School Driving 3D Mod Apk 2.1 [unlimited XP]
| Name | School Driving 3D |
|---|---|
| Updated | 11 Jun 2026 |
| Version | 2.1 |
| Category | Games > Racing |
| Size | 53.1 MB |
| Requires Android | Varies with device |
| Developer | Ovidiu Pop |
| Google Play | com.ovilex.schooldriving3d |
| ApkModCT Downloads | 73 |
Driving tests sound boring until you’re reversing a bus into a tight parking spot with a timer ticking and pedestrians wandering into your path. School Driving 3D sets up more than 40 scenarios that actually mimic the stuff driving schools throw at you. Parallel parking, hill starts, lane changes in traffic. You’re not racing or smashing through checkpoints. You’re trying not to clip a curb while some examiner grades your every move. And failing a level because you rolled through a stop sign hits different than just restarting a race.
Three Licenses, Three Headaches
You bounce between car, bus, and truck licenses as you progress. Cars are twitchy, buses take forever to stop, trucks need half a city block to turn. But the license structure means you can’t just grind one category and call it done. You switch between a sedan lesson and a delivery truck challenge, which keeps things from getting stale. Free Ride mode opens up after you clear enough tests—no grading, just open roads and whatever vehicle you feel like driving.
Mod Support That Actually Changes Something
The modded version strips out the XP grind that normally gates new vehicles and harder levels. In the base version you’re replaying the same parking drills to inch your way toward unlocking a semi truck. With unlimited XP you just skip to the stuff that actually tests your skills instead of your patience. And the game also supports community mods, which is rare for a mobile driving sim. People upload new cars, maps, even custom test routes.
Interior Views and Damage That Sticks
Most mobile driving games give you a hood camera and call it realistic. This one modeled actual vehicle interiors with working gauges and mirrors. Switching to cockpit view makes tight maneuvers way harder because your sightlines shrink. The damage system isn’t just visual either—scrape a wall too hard and your steering starts pulling to one side. A simple lane merge turns into you fighting the wheel the entire time.
Tilt Controls That Fight You
Tilt, buttons, or a touch wheel—pick your poison. Tilt feels natural for about ten seconds, then you realize your phone keeps drifting and you’re oversteering into oncoming traffic. Buttons work better for precision stuff like reversing, but they look dorky. The touch wheel sits in the middle—responsive enough but your thumb blocks part of the screen during tight spots. But weekly updates keep adding levels, though some of them lean too hard on timer pressure. The newer airport parking challenges are brutal.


### Exercise brief
Transcribe each entry below exactly. Pictures do not go in the copy.
————————
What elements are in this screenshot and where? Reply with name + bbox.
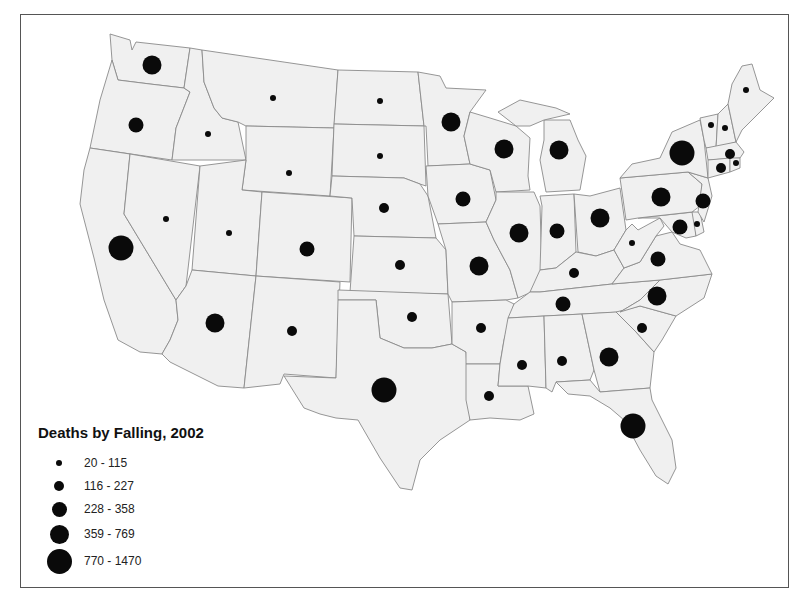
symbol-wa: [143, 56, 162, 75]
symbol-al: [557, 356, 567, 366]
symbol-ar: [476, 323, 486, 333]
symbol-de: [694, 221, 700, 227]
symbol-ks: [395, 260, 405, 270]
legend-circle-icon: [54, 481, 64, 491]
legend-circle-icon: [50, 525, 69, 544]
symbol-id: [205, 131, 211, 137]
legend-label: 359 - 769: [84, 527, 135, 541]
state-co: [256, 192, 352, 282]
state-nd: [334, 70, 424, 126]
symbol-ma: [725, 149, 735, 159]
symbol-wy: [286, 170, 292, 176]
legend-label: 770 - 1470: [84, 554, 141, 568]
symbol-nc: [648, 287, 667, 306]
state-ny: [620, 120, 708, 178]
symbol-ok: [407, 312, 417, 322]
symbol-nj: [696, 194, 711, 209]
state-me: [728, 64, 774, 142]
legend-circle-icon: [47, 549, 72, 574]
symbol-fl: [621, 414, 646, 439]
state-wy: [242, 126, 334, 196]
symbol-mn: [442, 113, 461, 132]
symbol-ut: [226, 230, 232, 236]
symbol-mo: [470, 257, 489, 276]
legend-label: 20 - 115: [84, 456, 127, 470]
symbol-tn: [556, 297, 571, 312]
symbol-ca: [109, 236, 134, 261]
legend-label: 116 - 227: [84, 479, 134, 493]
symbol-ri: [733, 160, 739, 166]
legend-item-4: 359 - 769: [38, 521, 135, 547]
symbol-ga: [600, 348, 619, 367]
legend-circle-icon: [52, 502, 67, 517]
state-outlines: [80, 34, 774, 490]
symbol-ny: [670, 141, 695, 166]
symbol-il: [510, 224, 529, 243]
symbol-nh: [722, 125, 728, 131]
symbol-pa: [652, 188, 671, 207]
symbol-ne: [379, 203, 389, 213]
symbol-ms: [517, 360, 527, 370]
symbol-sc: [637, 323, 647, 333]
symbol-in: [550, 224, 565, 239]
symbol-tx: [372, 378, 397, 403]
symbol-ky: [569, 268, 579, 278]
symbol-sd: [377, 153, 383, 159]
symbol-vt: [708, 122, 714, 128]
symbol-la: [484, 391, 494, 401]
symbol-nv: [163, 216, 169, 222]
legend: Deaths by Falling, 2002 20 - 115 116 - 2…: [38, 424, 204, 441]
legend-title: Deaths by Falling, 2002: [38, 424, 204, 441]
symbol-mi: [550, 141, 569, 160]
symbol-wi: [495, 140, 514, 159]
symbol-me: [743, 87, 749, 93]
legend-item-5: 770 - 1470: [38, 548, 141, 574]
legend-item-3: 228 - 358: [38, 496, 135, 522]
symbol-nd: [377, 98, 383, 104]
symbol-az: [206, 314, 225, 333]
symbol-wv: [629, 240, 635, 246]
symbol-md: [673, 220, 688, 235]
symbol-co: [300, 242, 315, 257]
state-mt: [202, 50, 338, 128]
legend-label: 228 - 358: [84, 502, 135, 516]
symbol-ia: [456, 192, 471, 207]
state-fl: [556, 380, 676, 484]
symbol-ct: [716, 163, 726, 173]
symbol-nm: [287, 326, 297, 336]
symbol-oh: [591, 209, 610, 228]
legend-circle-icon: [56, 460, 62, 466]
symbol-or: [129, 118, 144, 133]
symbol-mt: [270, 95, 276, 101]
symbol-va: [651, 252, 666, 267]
————————
### Exercise result
What elements are in this screenshot and where? Reply with name + bbox.
symbol-wa: [143, 56, 162, 75]
symbol-al: [557, 356, 567, 366]
symbol-ar: [476, 323, 486, 333]
symbol-de: [694, 221, 700, 227]
symbol-ks: [395, 260, 405, 270]
legend-circle-icon: [54, 481, 64, 491]
legend-circle-icon: [50, 525, 69, 544]
symbol-id: [205, 131, 211, 137]
legend-label: 359 - 769: [84, 527, 135, 541]
state-co: [256, 192, 352, 282]
state-nd: [334, 70, 424, 126]
symbol-ma: [725, 149, 735, 159]
symbol-wy: [286, 170, 292, 176]
legend-label: 770 - 1470: [84, 554, 141, 568]
symbol-nc: [648, 287, 667, 306]
state-ny: [620, 120, 708, 178]
symbol-ok: [407, 312, 417, 322]
symbol-nj: [696, 194, 711, 209]
state-me: [728, 64, 774, 142]
legend-circle-icon: [47, 549, 72, 574]
symbol-fl: [621, 414, 646, 439]
state-wy: [242, 126, 334, 196]
symbol-mn: [442, 113, 461, 132]
symbol-ut: [226, 230, 232, 236]
symbol-mo: [470, 257, 489, 276]
legend-label: 20 - 115: [84, 456, 127, 470]
symbol-tn: [556, 297, 571, 312]
symbol-ca: [109, 236, 134, 261]
legend-label: 116 - 227: [84, 479, 134, 493]
symbol-ri: [733, 160, 739, 166]
legend-item-4: 359 - 769: [38, 521, 135, 547]
symbol-ga: [600, 348, 619, 367]
legend-circle-icon: [52, 502, 67, 517]
state-outlines: [80, 34, 774, 490]
symbol-ny: [670, 141, 695, 166]
symbol-il: [510, 224, 529, 243]
symbol-nh: [722, 125, 728, 131]
symbol-pa: [652, 188, 671, 207]
symbol-ne: [379, 203, 389, 213]
symbol-ms: [517, 360, 527, 370]
symbol-sc: [637, 323, 647, 333]
symbol-in: [550, 224, 565, 239]
symbol-tx: [372, 378, 397, 403]
symbol-ky: [569, 268, 579, 278]
symbol-sd: [377, 153, 383, 159]
symbol-vt: [708, 122, 714, 128]
symbol-la: [484, 391, 494, 401]
symbol-nv: [163, 216, 169, 222]
legend: Deaths by Falling, 2002 20 - 115 116 - 2…: [38, 424, 204, 441]
legend-title: Deaths by Falling, 2002: [38, 424, 204, 441]
symbol-mi: [550, 141, 569, 160]
symbol-wi: [495, 140, 514, 159]
symbol-me: [743, 87, 749, 93]
legend-item-5: 770 - 1470: [38, 548, 141, 574]
legend-item-3: 228 - 358: [38, 496, 135, 522]
symbol-nd: [377, 98, 383, 104]
symbol-az: [206, 314, 225, 333]
symbol-wv: [629, 240, 635, 246]
symbol-md: [673, 220, 688, 235]
symbol-co: [300, 242, 315, 257]
state-mt: [202, 50, 338, 128]
legend-label: 228 - 358: [84, 502, 135, 516]
symbol-ia: [456, 192, 471, 207]
state-fl: [556, 380, 676, 484]
symbol-ct: [716, 163, 726, 173]
symbol-nm: [287, 326, 297, 336]
symbol-oh: [591, 209, 610, 228]
legend-circle-icon: [56, 460, 62, 466]
symbol-or: [129, 118, 144, 133]
symbol-mt: [270, 95, 276, 101]
symbol-va: [651, 252, 666, 267]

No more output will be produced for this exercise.